Answer:
The War of 1812 was an armed conflict between the United States and the British Empire. ... Since Canada was a British colony back then, Canadians were also British allies. The Americans objected to the British Empire restricting their trade and snatching their sailors to serve on British ships.
The telegram was considered perhaps Britain's greatest intelligence coup of World War I and, coupled with American outrage over Germany's resumption of unrestricted submarine warfare, was the tipping point persuading the U.S. to join the war
Answer:
effective
Explanation:
The "containment policy" was the U.S. approach to containing, or preventing, the spread of Communism after World War II. The idea was to make other countries prosperous enough to avoid the temptation of communism.
An early test of containment came in Greece and Turkey. In 1946, a civil war broke out in Greece, pitting Communist groups against the British-supported government. At the same time, the Soviet Union was pressuring Turkey to allow it to build naval bases on its northwestern coast, thereby giving the Soviet Black Sea Fleet easy access to the Mediterranean. When Great Britain announced it no longer had the resources to help Greece and Turkey meet the threats to their independence, the United States stepped in. President Truman asked Congress for $400 million in military and economic aid for Greece and Turkey in March 1947. Truman cited the United States' obligation to back free peoples who were resisting control by an armed minority or outside pressures. This policy, known as the Truman Doctrine, appeared to work: The Communists were defeated in the Greek Civil War in October 1949; and the foreign aid helped strengthen the Turkish economy.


- [Required action]:
Transcribe all the records exactly and omit any images they hold.

- [Dataset excerpts]:
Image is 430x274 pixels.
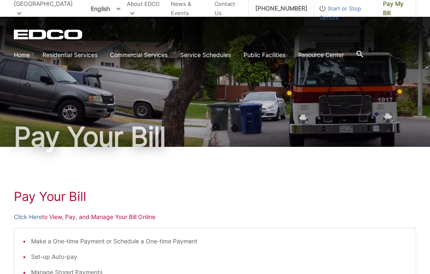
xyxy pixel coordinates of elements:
h1: Pay Your Bill [14,189,417,204]
a: Resource Center [298,50,344,60]
a: Commercial Services [110,50,168,60]
p: to View, Pay, and Manage Your Bill Online [14,213,417,222]
a: Residential Services [42,50,98,60]
li: Make a One-time Payment or Schedule a One-time Payment [31,237,408,246]
a: Service Schedules [180,50,231,60]
a: Home [14,50,30,60]
h1: Pay Your Bill [14,124,417,150]
a: EDCD logo. Return to the homepage. [14,29,84,40]
span: English [84,2,127,16]
a: Click Here [14,213,42,222]
li: Set-up Auto-pay [31,253,408,262]
a: Public Facilities [244,50,286,60]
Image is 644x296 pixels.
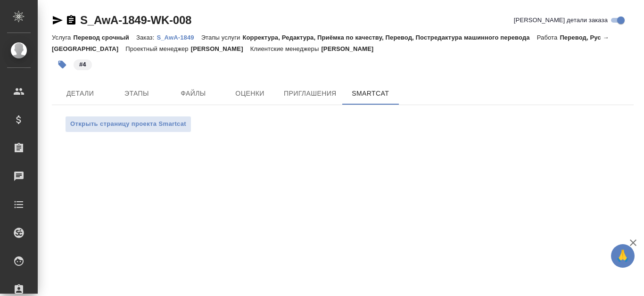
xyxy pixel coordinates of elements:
span: Открыть страницу проекта Smartcat [70,119,186,129]
button: Скопировать ссылку для ЯМессенджера [52,15,64,26]
p: S_AwA-1849 [156,34,201,41]
a: S_AwA-1849-WK-008 [80,14,191,26]
p: [PERSON_NAME] [191,45,250,52]
span: Приглашения [284,88,337,99]
p: Проектный менеджер [126,45,191,52]
span: Детали [57,88,103,99]
button: Добавить тэг [52,54,73,75]
button: Открыть страницу проекта Smartcat [65,116,191,132]
span: SmartCat [348,88,394,99]
p: Работа [538,34,561,41]
span: Файлы [171,88,216,99]
p: Заказ: [136,34,156,41]
p: Корректура, Редактура, Приёмка по качеству, Перевод, Постредактура машинного перевода [243,34,537,41]
button: Скопировать ссылку [66,15,77,26]
span: Оценки [227,88,273,99]
span: 🙏 [615,246,631,265]
p: Услуга [52,34,73,41]
p: Этапы услуги [201,34,243,41]
span: Этапы [114,88,159,99]
p: #4 [79,60,87,70]
span: 4 [73,60,93,68]
span: [PERSON_NAME] детали заказа [514,15,608,25]
a: S_AwA-1849 [156,33,201,41]
p: [PERSON_NAME] [321,45,381,52]
p: Перевод срочный [73,34,136,41]
button: 🙏 [611,244,635,268]
p: Клиентские менеджеры [250,45,322,52]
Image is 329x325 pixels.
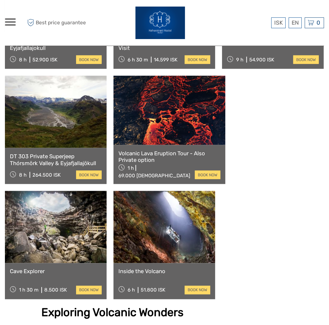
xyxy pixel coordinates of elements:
[44,287,67,293] div: 8.500 ISK
[294,56,319,64] a: book now
[119,268,211,275] a: Inside the Volcano
[185,286,211,295] a: book now
[19,287,38,293] span: 1 h 30 m
[275,19,283,26] span: ISK
[26,17,86,28] span: Best price guarantee
[19,172,27,178] span: 8 h
[76,286,102,295] a: book now
[128,287,135,293] span: 6 h
[19,57,27,63] span: 8 h
[76,56,102,64] a: book now
[119,150,221,164] a: Volcanic Lava Eruption Tour - Also Private option
[236,57,244,63] span: 9 h
[10,153,102,167] a: DT 303 Private Superjeep Thórsmörk Valley & Eyjafjallajökull
[9,11,74,17] p: We're away right now. Please check back later!
[250,57,275,63] div: 54.900 ISK
[33,57,57,63] div: 52.900 ISK
[33,172,61,178] div: 264.500 ISK
[141,287,166,293] div: 51.800 ISK
[136,7,185,39] img: 896-e505d5f7-8100-4fa9-a811-edf3ac4bb06c_logo_big.jpg
[76,10,83,18] button: Open LiveChat chat widget
[289,17,302,28] div: EN
[76,171,102,179] a: book now
[154,57,178,63] div: 14.599 ISK
[128,57,148,63] span: 6 h 30 m
[316,19,322,26] span: 0
[42,306,184,320] strong: Exploring Volcanic Wonders
[128,165,134,171] span: 1 h
[119,173,190,179] div: 69.000 [DEMOGRAPHIC_DATA]
[185,56,211,64] a: book now
[10,268,102,275] a: Cave Explorer
[195,171,221,179] a: book now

- [Worked solution]:
Image is 430x274 pixels.
xyxy pixel coordinates of elements:
h1: Pay Your Bill [14,189,417,204]
a: Resource Center [298,50,344,60]
a: Commercial Services [110,50,168,60]
p: to View, Pay, and Manage Your Bill Online [14,213,417,222]
a: Residential Services [42,50,98,60]
li: Make a One-time Payment or Schedule a One-time Payment [31,237,408,246]
a: Service Schedules [180,50,231,60]
a: Home [14,50,30,60]
h1: Pay Your Bill [14,124,417,150]
a: EDCD logo. Return to the homepage. [14,29,84,40]
span: English [84,2,127,16]
a: Click Here [14,213,42,222]
li: Set-up Auto-pay [31,253,408,262]
a: Public Facilities [244,50,286,60]
Image is 644x296 pixels.
xyxy pixel coordinates of elements:
span: Открыть страницу проекта Smartcat [70,119,186,129]
button: Скопировать ссылку для ЯМессенджера [52,15,64,26]
p: S_AwA-1849 [156,34,201,41]
a: S_AwA-1849-WK-008 [80,14,191,26]
p: [PERSON_NAME] [191,45,250,52]
span: Приглашения [284,88,337,99]
p: Проектный менеджер [126,45,191,52]
span: Детали [57,88,103,99]
button: Добавить тэг [52,54,73,75]
button: Открыть страницу проекта Smartcat [65,116,191,132]
span: SmartCat [348,88,394,99]
p: Работа [538,34,561,41]
span: Файлы [171,88,216,99]
p: Заказ: [136,34,156,41]
p: Корректура, Редактура, Приёмка по качеству, Перевод, Постредактура машинного перевода [243,34,537,41]
button: Скопировать ссылку [66,15,77,26]
span: Оценки [227,88,273,99]
span: 🙏 [615,246,631,265]
p: Услуга [52,34,73,41]
p: Этапы услуги [201,34,243,41]
span: Этапы [114,88,159,99]
p: #4 [79,60,87,70]
span: 4 [73,60,93,68]
span: [PERSON_NAME] детали заказа [514,15,608,25]
a: S_AwA-1849 [156,33,201,41]
p: [PERSON_NAME] [321,45,381,52]
p: Перевод срочный [73,34,136,41]
button: 🙏 [611,244,635,268]
p: Клиентские менеджеры [250,45,322,52]
Image is 329x325 pixels.
xyxy pixel coordinates of elements:
[44,287,67,293] div: 8.500 ISK
[294,56,319,64] a: book now
[119,268,211,275] a: Inside the Volcano
[185,286,211,295] a: book now
[19,287,38,293] span: 1 h 30 m
[275,19,283,26] span: ISK
[26,17,86,28] span: Best price guarantee
[19,172,27,178] span: 8 h
[76,286,102,295] a: book now
[128,287,135,293] span: 6 h
[19,57,27,63] span: 8 h
[76,56,102,64] a: book now
[119,150,221,164] a: Volcanic Lava Eruption Tour - Also Private option
[236,57,244,63] span: 9 h
[10,153,102,167] a: DT 303 Private Superjeep Thórsmörk Valley & Eyjafjallajökull
[9,11,74,17] p: We're away right now. Please check back later!
[250,57,275,63] div: 54.900 ISK
[33,57,57,63] div: 52.900 ISK
[33,172,61,178] div: 264.500 ISK
[141,287,166,293] div: 51.800 ISK
[136,7,185,39] img: 896-e505d5f7-8100-4fa9-a811-edf3ac4bb06c_logo_big.jpg
[76,10,83,18] button: Open LiveChat chat widget
[289,17,302,28] div: EN
[76,171,102,179] a: book now
[154,57,178,63] div: 14.599 ISK
[128,57,148,63] span: 6 h 30 m
[316,19,322,26] span: 0
[42,306,184,320] strong: Exploring Volcanic Wonders
[128,165,134,171] span: 1 h
[119,173,190,179] div: 69.000 [DEMOGRAPHIC_DATA]
[185,56,211,64] a: book now
[10,268,102,275] a: Cave Explorer
[195,171,221,179] a: book now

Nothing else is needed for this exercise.